The petticoat did require piecing– at my height, 44 inch wide fabric often needs to be pieced to achieve the lengths or width I need in historical skirts.

Happily, the piecing matches and doesn’t match, in a fairly satisfactory way. When this fabric arrived on my doorstep, I determined that it needed to be used in the most obnoxious manner possible– and since I’m not a small woman, a gown and matching petticoat seemed the best possible use. (I have other obnoxious fabrics for later time periods).

I did take care as I made it up, though, stitching with white thread and trying to make the pleats small and correct to the fashion and fabric. Any failures or flaws make it, to my eye, better as an article of aspiration to a rank and style I really can’t pull off.

One thing I forgot to pack was a bum roll– though wearing that on the drive to Fort Frederick would have been extra interesting– which was unfortunate, as it is truly required. These new (they’re a year old, and I expect to call them “new” for a long time to come) stays make a different shape in the back than the old stays, and now my own padding no longer negates the need for a bum roll. Still, I’m pleased with the result, even if it still wants cuffs. Not bad for eleven months of work.

History Hurts

We have been here before: terrible stays, stays in need of minor mods, and “it isn’t history till it hurts.” New this past weekend was the Busk Bust Blister (Bursting) which didn’t make History hurt, but sure did bring a sting to the wind-down afterwards.

 

These new stays are, so far, the best I’ve ever had and well worth the blood, sweat and swears it took to make them. Gowns do seem to fit better over these stays; they held up well at muggy Monmouth and in polar Princeton, but the last two rounds at Ti left me feeling like I’d taken a hoof to the ribs.

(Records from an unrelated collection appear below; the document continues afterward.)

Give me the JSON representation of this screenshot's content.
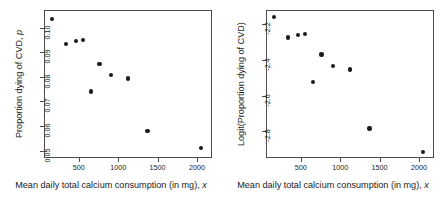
{
  "chart_data": [
    {
      "type": "scatter",
      "panel": "left",
      "title": "",
      "xlabel": "Mean daily total calcium consumption (in mg), x",
      "ylabel": "Proportion dying of CVD, p",
      "ylabel_main": "Proportion dying of CVD, ",
      "ylabel_italic": "p",
      "xlabel_main": "Mean daily total calcium consumption (in mg), ",
      "xlabel_italic": "x",
      "x": [
        150,
        325,
        450,
        545,
        645,
        750,
        900,
        1110,
        1360,
        2040
      ],
      "values": [
        0.104,
        0.0937,
        0.095,
        0.0953,
        0.0745,
        0.0856,
        0.0811,
        0.0797,
        0.0585,
        0.0515
      ],
      "xticks": [
        500,
        1000,
        1500,
        2000
      ],
      "xtick_labels": [
        "500",
        "1000",
        "1500",
        "2000"
      ],
      "yticks": [
        0.05,
        0.06,
        0.07,
        0.08,
        0.09,
        0.1
      ],
      "ytick_labels": [
        "0.05",
        "0.06",
        "0.07",
        "0.08",
        "0.09",
        "0.10"
      ],
      "xlim": [
        60,
        2190
      ],
      "ylim": [
        0.047,
        0.1072
      ],
      "grid": false,
      "legend": "none",
      "marker": "filled-circle",
      "marker_color": "#1a1a1a"
    },
    {
      "type": "scatter",
      "panel": "right",
      "title": "",
      "xlabel": "Mean daily total calcium consumption (in mg), x",
      "ylabel": "Logit(Proportion dying of CVD)",
      "ylabel_main": "Logit(Proportion dying of CVD)",
      "ylabel_italic": "",
      "xlabel_main": "Mean daily total calcium consumption (in mg), ",
      "xlabel_italic": "x",
      "x": [
        150,
        325,
        450,
        545,
        645,
        750,
        900,
        1110,
        1360,
        2040
      ],
      "values": [
        -2.153,
        -2.269,
        -2.254,
        -2.25,
        -2.519,
        -2.365,
        -2.428,
        -2.447,
        -2.779,
        -2.912
      ],
      "xticks": [
        500,
        1000,
        1500,
        2000
      ],
      "xtick_labels": [
        "500",
        "1000",
        "1500",
        "2000"
      ],
      "yticks": [
        -2.2,
        -2.4,
        -2.6,
        -2.8
      ],
      "ytick_labels": [
        "-2.2",
        "-2.4",
        "-2.6",
        "-2.8"
      ],
      "xlim": [
        60,
        2190
      ],
      "ylim": [
        -2.95,
        -2.12
      ],
      "grid": false,
      "legend": "none",
      "marker": "filled-circle",
      "marker_color": "#1a1a1a"
    }
  ]
}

What gives, kidneys? At least this time I made it past Fort Ann and all the way into a private room in Glens Falls before I had to free the sisters and release the lower back.

IMG_7298

But this time, there was a bonus: the previously indicated Bust Blister. On the left side (I’m right handed), I developed a fairly robust .25” x .125” blister that crowned the top of a nearly 2” red mark, mirrored on the right by a less red and slightly less long mark. The culprit?

The Busk of Doom, of course.

 

dscn4568

Strictly speaking, I should not sport a busk when I desport as Captain Delaplace’s serving woman, or as a refugee cooking up the last of the bread, eggs, and milk. I’ve earned these marks and (potential) future scars by dressing above my station, and need to adjust accordingly.

Step one: Rounding down the busk edges (now in the capable hands of Drunk Tailor).
Step two: Foregoing the busk when working.
Step three: Wearing partially-boned stays when working.

Two is the easiest; three is the hardest. Which do you think I am, therefore, actually contemplating as a necessary next step?

But of Course: Step Three, Pathway to Finger Cracks and Stained Stays.

d'oh! surgical tape made this *much* better later.
d’oh! surgical tape made this *much* better later.

Fortunately I have people close to me who will ensure that I work through steps One and Two before embarking upon step Three, but I certainly want to know more about (and will look much more closely at images of) working women in the third quarter of the 18th century. My suspicion is that women who are performing labor that requires movement– up and down before a fire, back and forth across a floor, bending over a tub– may not be wearing stays made in exactly the way high style stays are made for ladies who bend over an embroidery hoop, glide back and forth across a ballroom floor, or move up and down the stairs of a well-built home they supervise.

Or my busk pocket is too big, my busk edges too square, and my actions too fast and continuous.

Paul Sandby. At Sandpit Gate circa 1752 Pencil, pen and ink and watercolor. RCIN 914329
Paul Sandby. At Sandpit Gate circa 1752
Pencil, pen and ink and watercolor. RCIN 914329

What are these women wearing? They certainly look fully boned. What can I change to make my stays work better for working? No matter what, where there are variables, there are experiments to run, and that’s what really makes history fun (even when it hurts).